June 12, 2006

What Makes a High School Great ? & How to Make High Schools Great for All Students ?

Congratulations to those students, the staff and administration, highlighted in the Newsweek May 8th issue, “What Makes a High School Great.”

It is no easy task to be a nationally recognized high performing school. I was thrilled to find the first sub-heading was titled Creating Good Citizens, though it didn’t erase my disgust and outrage stemmed from reading Time Magazine’s “Drop Out Nation”. More than 500,000 students will drop out this year alone.

When you read the article, ask yourself: Will I get caught up reading the scores and wanting to know what school made the list? Shouldn't we focus on the the How,and not the Who.

http://www.msnbc.msn.com/id/12532668/site/newsweek/

http://www.time.com/time/archive/preview/0,10987,1181646,00.html

Do we risk becoming complacent as we read about great schools? We know they are the minority. In many unfortunate ways the majority of schools are failing. American youths are suffering from a lack of funding, poorly trained teachers, an inadequate number of teachers and diminishing access to curriculum that encompasses subject-matter beyond basic math and reading. It is our responsibility to give the same or similar opportunities to every student that these students featured in Newsweek are receiving.
When will policy makers, school administrators start looking for the positive deviances among these schools and start offering positive reform strategies?

Apparently reform initiatives including Gates, New School Ventures and the Carnie Corporation of New York are thinking beyond the test scores and asking: “… are we really preparing kids for citizenship?"

There are three main questions that echo in my mind:
1) Do we not owe it to ourselves to highlight positive deviances and try to replicate them?
2) Where is the support for those schools that have not been funded by a reform initiative?
3) What can the parents do whose students’ schools have not benefited from a multi million dollar reform investment?

The Civic Mission of School addresses this issue. With researched based data, they have mounted a campaign to educate policy makers, teachers and administrators about the 6 promising practices approaches to civic learning:
*Instruction in history, law, and government
*Guided discussion of civic and social issues
*Active learning experience such service-learning
*Civic related extracurricular activities
*Simulations of democratic practices and procedures
*Participation in school governance

There is a data bank that teachers can post their lessons and share best practices. Please teachers, get the word out! Share what works, what motivates and engages and inspires your students: http://www.civicmissionofschools.org/

How can parents get more involved? A Gates funded grassroots coalition called Stand Up is advocating parents, teachers, community members stand up and demand people recognize the crisis in education. http://www.standup.org/

Stand Up's mission is to:
*Give parents the tools they need to get their kids the education they deserve.
*Mobilize all Americans to engage in the solution and demand policies that help all students succeed.
*Ensure students receive the support they need to graduate from high school ready for college, work, and citizenship

The Newsweek article is a great example of what good the mass media can do to help highlight positive examples. In order to build on this momentum it is important for us to continue to push education as a primary issue for our local, state and federal policy maker.

We cannot just ask them hard questions. We need to offer positive alternatives and creative answers that address the crisis we have in our education system in America.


• [What needs to be done] Report every line of the records beneath this task that holds the string "PANIC".

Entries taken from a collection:
== Segment start ==
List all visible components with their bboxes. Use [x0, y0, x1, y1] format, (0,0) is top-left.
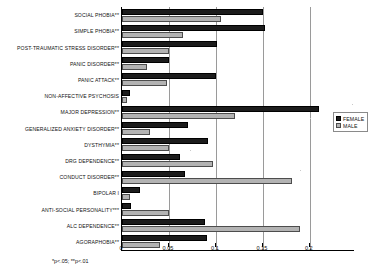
bar-male [122, 226, 300, 232]
category-label: DRG DEPENDENCE** [65, 158, 119, 164]
bar-female [122, 187, 140, 193]
category-label: PANIC ATTACK** [78, 77, 119, 83]
significance-footnote: *p<.05; **p<.01 [52, 258, 89, 264]
bar-female [122, 73, 216, 79]
legend-label-female: FEMALE [343, 116, 364, 122]
bar-male [122, 129, 150, 135]
category-label: GENERALIZED ANXIETY DISORDER** [25, 126, 119, 132]
category-label: PANIC DISORDER** [70, 61, 119, 67]
bar-male [122, 80, 167, 86]
bar-male [122, 97, 127, 103]
category-label: ANTI-SOCIAL PERSONALITY*** [42, 207, 119, 213]
bar-male [122, 145, 169, 151]
scan-artifact [300, 170, 301, 171]
bar-female [122, 171, 185, 177]
bar-male [122, 161, 213, 167]
legend-swatch-female [336, 116, 341, 121]
category-label: SOCIAL PHOBIA** [74, 12, 119, 18]
bar-male [122, 178, 292, 184]
bar-group [122, 153, 392, 169]
bar-group [122, 137, 392, 153]
bar-male [122, 32, 183, 38]
bar-female [122, 138, 208, 144]
plot-area [121, 7, 354, 251]
chart-legend: FEMALE MALE [333, 112, 368, 132]
bar-male [122, 16, 221, 22]
bar-group [122, 88, 392, 104]
bar-female [122, 25, 265, 31]
scan-artifact [190, 150, 191, 151]
bar-female [122, 122, 188, 128]
chart-figure: FEMALE MALE *p<.05; **p<.01 00.050.10.15… [0, 0, 392, 278]
bar-group [122, 218, 392, 234]
legend-item-female: FEMALE [336, 115, 364, 122]
category-label: SIMPLE PHOBIA** [74, 28, 119, 34]
bar-female [122, 106, 319, 112]
bar-group [122, 56, 392, 72]
bar-group [122, 169, 392, 185]
bar-group [122, 72, 392, 88]
category-label: CONDUCT DISORDER** [60, 174, 119, 180]
bar-group [122, 201, 392, 217]
legend-item-male: MALE [336, 122, 364, 129]
legend-swatch-male [336, 123, 341, 128]
bar-male [122, 113, 235, 119]
x-axis-tick-label: 0 [119, 245, 122, 251]
bar-male [122, 194, 130, 200]
category-label: BIPOLAR I [93, 190, 119, 196]
bar-female [122, 154, 180, 160]
category-label: AGORAPHOBIA** [76, 239, 119, 245]
scan-artifact [352, 104, 353, 105]
bar-male [122, 210, 169, 216]
x-axis-tick-label: 0.2 [305, 245, 313, 251]
x-axis-tick-label: 0.1 [211, 245, 219, 251]
category-label: MAJOR DEPRESSION** [61, 109, 119, 115]
x-axis-tick-label: 0.05 [163, 245, 174, 251]
bar-female [122, 219, 205, 225]
bar-female [122, 57, 169, 63]
bar-male [122, 48, 169, 54]
category-label: DYSTHYMIA** [84, 142, 119, 148]
bar-male [122, 64, 147, 70]
legend-label-male: MALE [343, 123, 358, 129]
bar-female [122, 90, 130, 96]
bar-female [122, 203, 131, 209]
bar-female [122, 235, 207, 241]
category-label: NON-AFFECTIVE PSYCHOSIS [45, 93, 119, 99]
scan-artifact [310, 118, 311, 119]
bar-group [122, 23, 392, 39]
bar-group [122, 39, 392, 55]
bar-group [122, 7, 392, 23]
bar-female [122, 9, 263, 15]
category-label: POST-TRAUMATIC STRESS DISORDER** [17, 45, 119, 51]
bar-female [122, 41, 217, 47]
category-label: ALC DEPENDENCE** [67, 223, 119, 229]
bar-male [122, 242, 160, 248]
bar-group [122, 185, 392, 201]
x-axis-tick-label: 0.15 [256, 245, 267, 251]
== Segment end ==
• [Solution to this exercise]
category-label: PANIC ATTACK** [78, 77, 119, 83]
category-label: PANIC DISORDER** [70, 61, 119, 67]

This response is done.